-
Why is this here? There are a lot of different words for it – bloatware, crapware, foistware, shovelware. And while each of those terms has a slightly different shade of meaning, they all describe software that you don't want on your system, but is nonetheless there. Here, then, are some of the worst offenders.
-
Kazaa + Brilliant Digital + many, many others Kazaa was one of a long series of Napster successors, getting famous for both an extensive user network and huge, steaming vats of questionable code. One of the more alarming discoveries came in 2002, when it turned out there was essentially a semi-consensual botnet included in the software.
-
Flash + McAfee Security Scan Plus Any time there's an “optional” box that adds an unrelated piece of software to an installation or download, and it's checked by default, we call shenanigans.
-
Java + Ask.com toolbar Oracle's Java installer – which approximately 43 bazillion computers have to run about once a week – has a box, again checked by default, that installs the Ask.com toolbar and sets your browsers to use Ask.com as a default search engine. The company has actually defended the practice, as well.
-
Flash + Google Toolbar + Chrome Yes, that's right IE users – as if constant ridicule wasn't bad enough, now you have to uncheck a box too during Flash installation to make sure you don't get both a Google Toolbar for IE AND Chrome itself. (Which is then automatically set as default.)
-
SourceForge + DevShare Nowadays, even SourceForge offers a “DevShare” program, which lets developers include (yes really) paid bloatware in their installers. Everybody wins, right? Seems sort of shady when Ask.com asks for permissions when you open the installer, which was a different size than the one offered on the DL page.
-
The stuff you get on (insert carrier/OEM's name here)'s Android phones Oh, there's just so much of this out there.
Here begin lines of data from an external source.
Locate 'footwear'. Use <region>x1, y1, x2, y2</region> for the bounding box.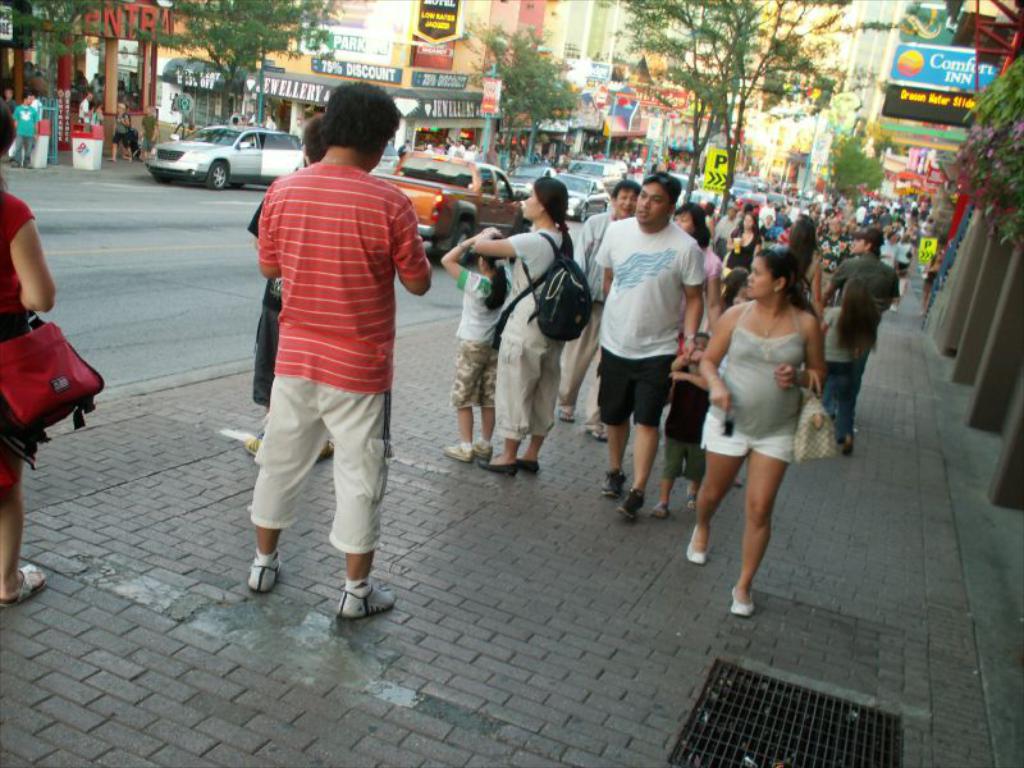
<region>652, 503, 668, 521</region>.
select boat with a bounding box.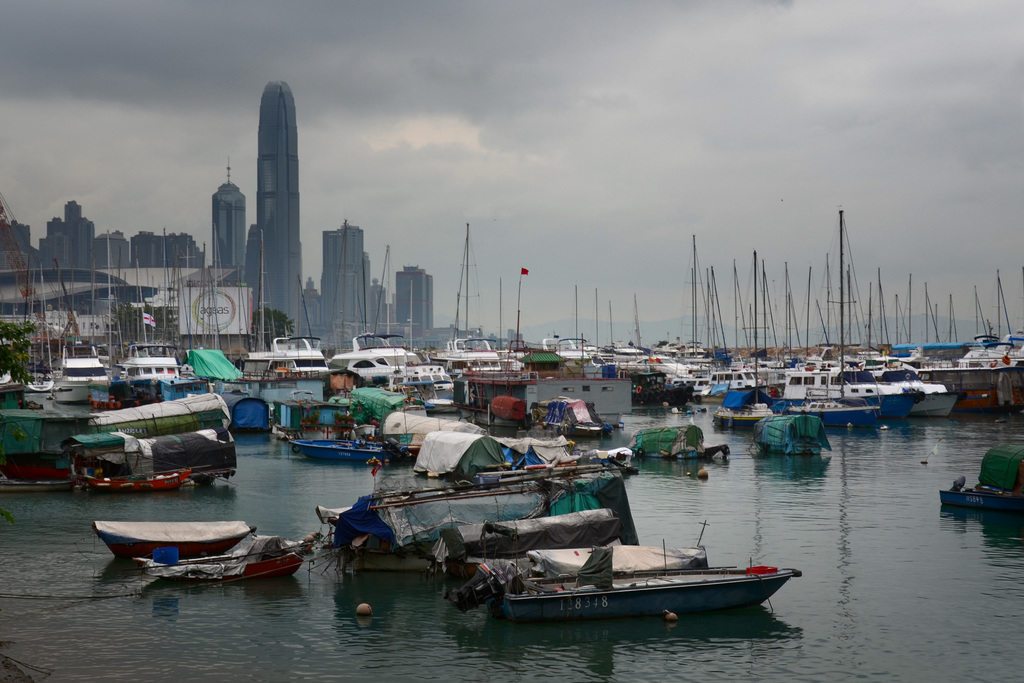
230:331:335:413.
Both carriers and handset makers tend to make deals that pay them to package company X's lame app with their devices, which is great because they'll presumably say that this keeps them from charging EVEN MORE for service or hardware. Huzzah. Oh, and some of it can't be removed without rooting.
-
Your new laptop's OMG FREE TRIAL OFFERS! The pre-installed crud phenomenon predates smartphones, of course – similar patterns are still widely seen from any number of PC manufacturers, meaning one of the common steps to setting up an OEM-built PC is to painstakingly search out and destroy the useless gunk siphoning up system resources.
-
ESEA's rogue employee Gaming network ESEA swears up and down that it had nothing to do with malicious software installed into its matchmaking software earlier this year, blaming a rogue employee for hijacking powerful GPUs found in users' gaming PCs and using their resources for Bitcoin mining. The company is being sued by customers in California over the incident.
-
Skype (formerly) Credit where it's due – although Skype used to have a bad habit of packaging mysterious and persistent little pieces of crapware with their ubiquitous VoIP client, they seem to have cleaned up their act in recent months.